Gartner identifies top 10 Data and Analytics Trends

Gartner IT Spend 2022
Image courtesy: Sean Pollock | Unsplash

Gartner identified the top data and analytics trends for 2020 that will help enterprises navigate their response in the post-pandemic world. By the end of 2024, 75% of organizations will shift from piloting to operationalizing AI, a five-fold increase in streaming data and analytics infrastructures.

Operationalizing AI

The leading analyst firm forecast AI will become smarter, faster and responsible. While machine learning (ML) and natural language processing (NLP) are providing vital insights helping to manage COVID responses, AI techniques such as reinforcement learning and distributed learning are creating more adaptable and flexible systems to handle complex business situations

Cloud imperative

Cloud is a given. By 2022, public cloud services will be essential for 90% of data and analytics innovation. Gartner noted Data and analytics leaders need to prioritize workloads that can exploit cloud capabilities and focus on cost optimization when moving to the cloud.

Last month, Gartner revised its IT Spending forecast for the rest of 2020. Australian IT spending is set to decline by 6% while the spending on cloud services is estimated to increase by nearly 20%.

Even as enterprises are reducing IT budgets, cloud spending is the silver lining driven by remote working necessities and businesses shifting online.

Appdynamics’ recent “Agents of Transformation” survey revealed digital transformation projects have been approved in a matter of weeks which typically would take more than a year to be approved in pre-pandemic days.

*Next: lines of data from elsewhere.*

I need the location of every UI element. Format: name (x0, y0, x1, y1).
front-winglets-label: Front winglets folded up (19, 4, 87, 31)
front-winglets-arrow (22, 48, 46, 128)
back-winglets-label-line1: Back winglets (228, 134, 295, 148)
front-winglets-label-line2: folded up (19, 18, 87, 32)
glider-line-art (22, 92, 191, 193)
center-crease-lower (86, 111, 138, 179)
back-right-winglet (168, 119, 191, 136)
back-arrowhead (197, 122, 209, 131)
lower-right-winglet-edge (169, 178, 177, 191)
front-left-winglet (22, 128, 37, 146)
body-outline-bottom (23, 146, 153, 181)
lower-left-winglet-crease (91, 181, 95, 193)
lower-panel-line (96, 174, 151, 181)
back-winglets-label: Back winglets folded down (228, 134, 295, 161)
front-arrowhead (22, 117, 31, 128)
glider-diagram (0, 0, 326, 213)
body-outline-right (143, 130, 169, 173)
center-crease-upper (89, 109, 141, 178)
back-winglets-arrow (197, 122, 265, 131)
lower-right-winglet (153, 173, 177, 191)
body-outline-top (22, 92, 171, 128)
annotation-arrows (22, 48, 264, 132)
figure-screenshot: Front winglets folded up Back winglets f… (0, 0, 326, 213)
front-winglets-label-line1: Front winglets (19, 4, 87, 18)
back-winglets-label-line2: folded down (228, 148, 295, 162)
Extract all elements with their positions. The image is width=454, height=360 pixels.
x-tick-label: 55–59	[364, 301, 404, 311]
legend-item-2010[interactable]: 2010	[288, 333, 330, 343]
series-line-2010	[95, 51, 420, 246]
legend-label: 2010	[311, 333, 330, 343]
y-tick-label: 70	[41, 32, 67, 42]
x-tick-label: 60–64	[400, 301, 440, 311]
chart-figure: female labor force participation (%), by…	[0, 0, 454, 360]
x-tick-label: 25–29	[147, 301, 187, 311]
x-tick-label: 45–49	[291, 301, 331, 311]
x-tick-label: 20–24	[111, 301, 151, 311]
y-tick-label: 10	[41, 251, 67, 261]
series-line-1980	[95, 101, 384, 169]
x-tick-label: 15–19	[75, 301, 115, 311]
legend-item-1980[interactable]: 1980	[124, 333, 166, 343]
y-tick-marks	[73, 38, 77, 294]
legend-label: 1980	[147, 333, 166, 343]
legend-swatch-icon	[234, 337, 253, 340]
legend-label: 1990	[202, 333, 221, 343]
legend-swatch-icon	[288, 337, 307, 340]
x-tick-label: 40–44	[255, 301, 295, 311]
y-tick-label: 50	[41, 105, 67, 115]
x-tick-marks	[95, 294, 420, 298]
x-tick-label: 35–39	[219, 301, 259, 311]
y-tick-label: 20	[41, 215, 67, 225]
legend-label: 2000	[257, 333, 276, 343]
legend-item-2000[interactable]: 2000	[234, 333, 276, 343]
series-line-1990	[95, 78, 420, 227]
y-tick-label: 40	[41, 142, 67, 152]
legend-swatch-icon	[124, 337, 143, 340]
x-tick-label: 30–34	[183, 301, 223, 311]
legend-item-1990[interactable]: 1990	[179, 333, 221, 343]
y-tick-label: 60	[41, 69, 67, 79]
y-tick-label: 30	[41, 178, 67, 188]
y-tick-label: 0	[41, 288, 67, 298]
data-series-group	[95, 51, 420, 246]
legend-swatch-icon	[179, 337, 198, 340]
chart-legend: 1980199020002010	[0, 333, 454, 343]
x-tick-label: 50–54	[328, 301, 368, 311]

Decline in dashboards, shift to dynamic data stories

Dynamic data stories with more automated and consumerized experiences will replace visual, point-and-click authoring and exploration.
As a result, the amount of time users spend using predefined dashboards will decline.

Data and analytics leaders require an ever-increasing velocity and scale of analysis in terms of processing and access to succeed in the face of unprecedented market shifts amid the pandemic

Gartner VP Rita Sellam

Decision Intelligence

By 2023, more than 33% of large organizations will have analysts practising decision intelligence, including decision modelling. Decision intelligence brings together several disciplines, including decision management and decision support.

Digital Banking: Market shifts towards AI, cloud and secure banking

Data exchanges and marketplaces

The rise of data exchanges and marketplaces only means large enterprises will be either sellers or buyers of data via data marketplaces. Gartner forecasts this will rise to 35% of organisations by 2022, up from 25% in 2020.

Relationships Form the Foundation of Data and Analytics Value

Graph technologies will facilitate rapid contextualization for decision making in 30% of organizations worldwide. Graph analytics is a set of analytic techniques that allows for the exploration of relationships between entities of interest such as organizations, people and transactions.

It helps data and analytics leaders find unknown relationships in data and review data not easily analyzed with traditional analytics.

Also read: Gartner reduces Infosec spending forecast for 2020, cloud security gets a massive boost

Distributed Ledger Technology

By 2021, the analyst firm estimates most permissioned blockchain uses will be replaced by ledger DBMS products providing a more attractive option for single-enterprise auditing of data sources in the next year.

Gartner noted data and analytics leaders need to examine the key data and analytics trends to accelerate renewal or recovery post the COVID-19 pandemic.